Grants UKL

Helge Kalleberg and Harry Kalleberg outside the root cellar before the restoration in 2012.

The landowners within a selected cultural landscape may apply for grants for various activities and undertakings. One can apply for means to restore or maintain cultural monuments, listed buildings and old culture-land. The project can also finance various events or actions to enhance dissemination.

Restoration and maintenance are mainly done by the landowners themselves, with the aid of various tradespeople where it is needed.

The rehabilitation of the root cellar at Senegre and the inn at Jøllestø are supported by selected culture landscape.

Carpenter Trond Kolnes on his way into the restored root cellar in 2013.

The root cellar at Senegre

In earlier times it was common to have a root cellar for the storage of potatoes, root vegetables and other foodstuffs. At Senegre they have restored a special root cellar. It’s got a tiled roof and is joined into a stone wall.

Root cellars can be constructed in different ways. They are normally buried in the ground, with cemented walls and roof completely surrounded by earth. Common to them all is that they have a floor that makes direct contact with the soil. The moisture and temperature of the earth stabilises the climate in the cellar, so that it is cool in the summer and frost-free in the winter.

The inn at Jøllestø

An inn was established at Jøllestø in the 1770s, and the port at Jølle made it possible to travel westward by boat. Jøllestø was therefore a hub in the traffic going between east and west.

Before the breakwater was built, bad weather could often lead to boats having to stay in harbour. For the inn this was good news, as the travellers needed both food and shelter. The inn was in business until the last half of the 1800s when the road was moved and the traffic disappeared.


ASSIGNMENT » Filter the listing below, copying every line in which the word "swatch" appears.

INPUT RECORDS »
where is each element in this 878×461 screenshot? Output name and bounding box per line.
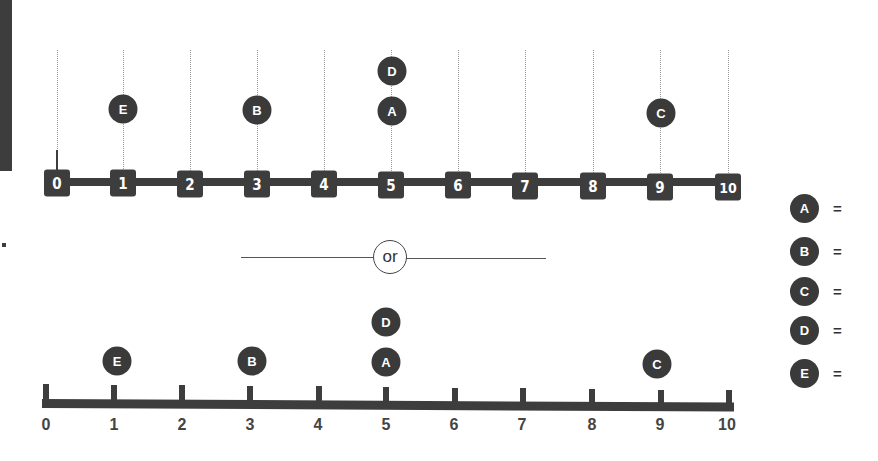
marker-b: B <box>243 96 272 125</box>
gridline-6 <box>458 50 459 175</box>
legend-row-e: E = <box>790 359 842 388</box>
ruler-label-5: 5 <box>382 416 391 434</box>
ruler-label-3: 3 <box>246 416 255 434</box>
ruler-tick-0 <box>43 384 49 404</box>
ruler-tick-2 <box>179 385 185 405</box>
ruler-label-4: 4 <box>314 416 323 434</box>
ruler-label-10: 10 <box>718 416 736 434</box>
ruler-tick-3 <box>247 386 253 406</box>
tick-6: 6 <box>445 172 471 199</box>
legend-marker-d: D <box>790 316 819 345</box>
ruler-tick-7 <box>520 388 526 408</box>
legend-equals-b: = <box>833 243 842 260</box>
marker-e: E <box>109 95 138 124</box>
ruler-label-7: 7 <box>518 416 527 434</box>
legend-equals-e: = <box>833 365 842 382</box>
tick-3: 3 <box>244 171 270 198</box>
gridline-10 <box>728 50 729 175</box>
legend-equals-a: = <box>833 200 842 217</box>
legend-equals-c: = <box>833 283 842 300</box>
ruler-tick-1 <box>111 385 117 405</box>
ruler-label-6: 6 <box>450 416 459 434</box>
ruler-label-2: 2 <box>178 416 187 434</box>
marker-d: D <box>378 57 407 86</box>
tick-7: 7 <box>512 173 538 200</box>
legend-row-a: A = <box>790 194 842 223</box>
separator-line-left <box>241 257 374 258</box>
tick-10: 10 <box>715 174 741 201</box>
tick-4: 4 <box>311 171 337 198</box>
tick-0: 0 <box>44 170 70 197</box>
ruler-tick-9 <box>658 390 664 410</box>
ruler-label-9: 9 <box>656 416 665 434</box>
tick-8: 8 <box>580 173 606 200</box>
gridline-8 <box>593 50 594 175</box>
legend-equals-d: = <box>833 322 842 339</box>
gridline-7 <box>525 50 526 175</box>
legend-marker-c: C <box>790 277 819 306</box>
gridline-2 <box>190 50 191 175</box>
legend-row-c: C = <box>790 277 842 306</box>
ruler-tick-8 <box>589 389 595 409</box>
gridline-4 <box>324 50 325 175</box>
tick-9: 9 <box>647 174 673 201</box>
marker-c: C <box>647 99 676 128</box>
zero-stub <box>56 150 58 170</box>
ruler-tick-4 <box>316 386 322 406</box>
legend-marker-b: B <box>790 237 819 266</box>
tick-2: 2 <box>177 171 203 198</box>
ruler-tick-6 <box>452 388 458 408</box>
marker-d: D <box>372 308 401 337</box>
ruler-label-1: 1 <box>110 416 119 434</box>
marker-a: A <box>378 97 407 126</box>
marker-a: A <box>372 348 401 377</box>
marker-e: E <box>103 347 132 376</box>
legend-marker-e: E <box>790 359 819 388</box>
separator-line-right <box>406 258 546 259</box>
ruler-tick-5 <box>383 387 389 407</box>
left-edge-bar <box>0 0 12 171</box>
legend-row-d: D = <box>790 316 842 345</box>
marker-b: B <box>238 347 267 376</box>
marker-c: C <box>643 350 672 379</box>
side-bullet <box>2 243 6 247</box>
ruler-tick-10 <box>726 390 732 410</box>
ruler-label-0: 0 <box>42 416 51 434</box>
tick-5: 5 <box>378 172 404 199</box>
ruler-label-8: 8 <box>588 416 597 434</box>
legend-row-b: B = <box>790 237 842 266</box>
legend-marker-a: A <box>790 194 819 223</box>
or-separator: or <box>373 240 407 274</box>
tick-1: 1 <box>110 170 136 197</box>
---
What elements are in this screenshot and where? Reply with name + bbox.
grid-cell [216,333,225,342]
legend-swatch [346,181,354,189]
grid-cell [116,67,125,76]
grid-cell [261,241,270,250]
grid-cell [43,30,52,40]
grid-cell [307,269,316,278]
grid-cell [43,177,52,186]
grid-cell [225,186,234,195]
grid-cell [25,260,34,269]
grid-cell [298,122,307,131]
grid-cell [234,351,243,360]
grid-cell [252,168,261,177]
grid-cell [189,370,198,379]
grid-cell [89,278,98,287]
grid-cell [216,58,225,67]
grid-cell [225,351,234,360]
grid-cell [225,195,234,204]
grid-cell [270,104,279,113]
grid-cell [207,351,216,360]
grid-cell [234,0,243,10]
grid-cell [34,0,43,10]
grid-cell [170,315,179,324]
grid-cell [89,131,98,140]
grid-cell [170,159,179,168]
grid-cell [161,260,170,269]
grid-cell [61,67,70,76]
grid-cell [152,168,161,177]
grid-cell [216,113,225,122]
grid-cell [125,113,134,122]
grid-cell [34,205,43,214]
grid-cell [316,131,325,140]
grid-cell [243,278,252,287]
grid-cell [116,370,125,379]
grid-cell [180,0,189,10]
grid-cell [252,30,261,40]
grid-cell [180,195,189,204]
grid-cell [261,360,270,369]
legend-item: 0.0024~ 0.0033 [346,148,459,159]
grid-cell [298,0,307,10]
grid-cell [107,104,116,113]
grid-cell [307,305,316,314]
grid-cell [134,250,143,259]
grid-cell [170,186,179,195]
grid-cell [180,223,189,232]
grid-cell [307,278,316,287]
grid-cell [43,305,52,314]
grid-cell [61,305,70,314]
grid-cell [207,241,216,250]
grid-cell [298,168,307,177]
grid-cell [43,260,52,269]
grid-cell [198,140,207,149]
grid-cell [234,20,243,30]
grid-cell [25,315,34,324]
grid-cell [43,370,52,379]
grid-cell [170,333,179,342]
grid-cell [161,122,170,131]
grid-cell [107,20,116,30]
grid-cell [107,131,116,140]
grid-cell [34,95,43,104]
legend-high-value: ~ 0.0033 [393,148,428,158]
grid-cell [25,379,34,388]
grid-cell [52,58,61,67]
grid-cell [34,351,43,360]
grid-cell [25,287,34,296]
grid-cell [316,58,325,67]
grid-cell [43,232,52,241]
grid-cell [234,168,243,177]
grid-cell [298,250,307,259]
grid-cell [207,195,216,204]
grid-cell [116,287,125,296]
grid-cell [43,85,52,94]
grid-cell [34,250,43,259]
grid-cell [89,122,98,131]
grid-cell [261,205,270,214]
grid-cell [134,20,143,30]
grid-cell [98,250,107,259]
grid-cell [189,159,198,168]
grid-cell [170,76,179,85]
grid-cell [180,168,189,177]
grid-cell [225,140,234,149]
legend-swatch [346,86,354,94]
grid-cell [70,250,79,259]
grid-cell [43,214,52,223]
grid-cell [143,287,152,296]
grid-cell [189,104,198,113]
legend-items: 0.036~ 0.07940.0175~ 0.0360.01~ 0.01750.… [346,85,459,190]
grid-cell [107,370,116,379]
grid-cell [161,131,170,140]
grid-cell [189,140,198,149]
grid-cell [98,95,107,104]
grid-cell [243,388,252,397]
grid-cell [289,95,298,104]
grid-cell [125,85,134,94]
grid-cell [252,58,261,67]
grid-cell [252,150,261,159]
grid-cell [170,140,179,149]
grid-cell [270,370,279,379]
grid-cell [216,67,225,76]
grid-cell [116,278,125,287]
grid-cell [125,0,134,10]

EXPECTED ANSWER »
legend-swatch [346,181,354,189]
legend-swatch [346,86,354,94]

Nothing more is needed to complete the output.